Amy Trauger Receives 2020 UGA Creative Teaching Award

The annual Creative Teaching Awards recognizes UGA faculty for excellence in developing and implementing creative teaching methods to improve student learning. Award recipients are faculty who have demonstrated either the use of innovative technology or pedagogy that extends learning beyond the traditional classroom or creative implementation of subject matter that has significantly improved student learning outcomes in their courses.

The 2020 Creative Teaching Award recipients are Amy Trauger, Puliyur MohanKumar, David Berle, Elizabeth Davis, David Gay, and Moon Jung Jang.

Amy Trauger is an associate professor in the geography department of Franklin College. She uses innovative teaching practices to engage students. In her GEOG 1101 course, students worked in groups over the semester to build a faux world given a geographic map of a fathom region. Her teaching practices allowed students to experience a fun and comprehensive understanding of geography.

UGA Online director, Stephen Balfour, detailed the reasoning behind Trauger’s selection for this award. Balfour said Trauger was unsatisfied with the amount of interaction and student engagement in her human geography course. So she reached out to UGA Online to help her redesign her 300-student online and residential course to better suit student-to-student interaction. One innovative assignment tasked students with building their own digital world given a geographic map of a region.

Students were assigned roles such as cartographer, scribe, reporter and director—each making executive decisions and plans for their fictional region. During each module the group had to come up with a consensus on how to proceed and at the end produced artifacts to display their mastery of the subject using physical or digital maps, essays, illustrations and food recipes.

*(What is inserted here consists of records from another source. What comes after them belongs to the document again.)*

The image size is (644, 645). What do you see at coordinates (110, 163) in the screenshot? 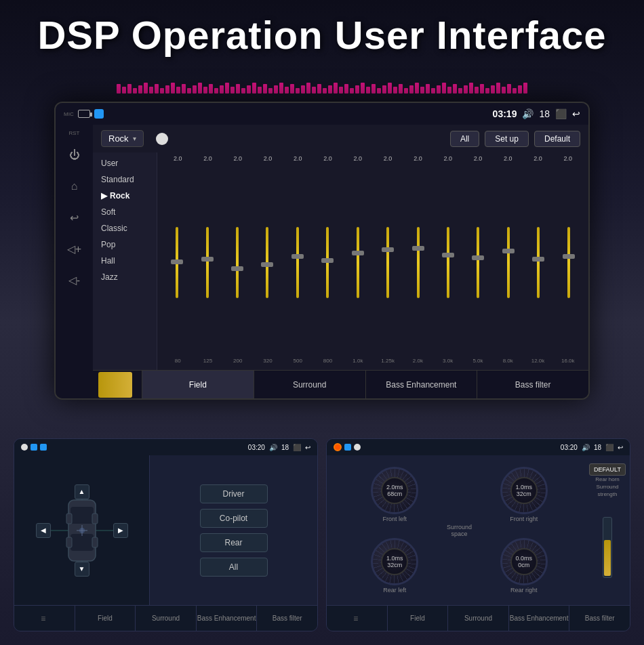
I see `preset-user-label: User` at bounding box center [110, 163].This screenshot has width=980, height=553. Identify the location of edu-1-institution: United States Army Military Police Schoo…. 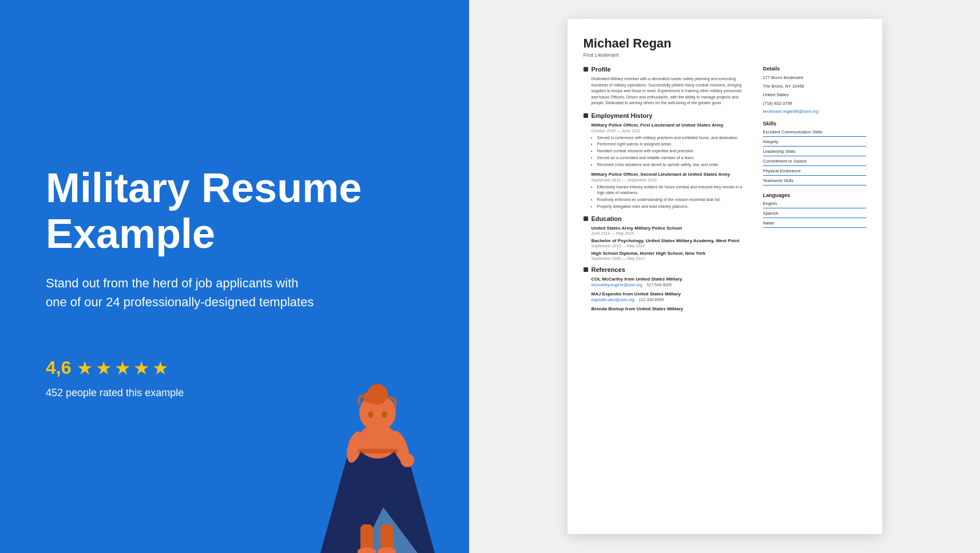
(670, 228).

The result was a significant increase in student engagement across all sections of the course. Trauger’s students actively used course concepts to debate and decide the future of their worlds. Her development and successful implementation of this creative teaching method is what led to Trauger’s recognition for innovative teaching. Her approach allowed for the optimal student-to-student and instructor-to-student experience in an online course setting and improved student learning.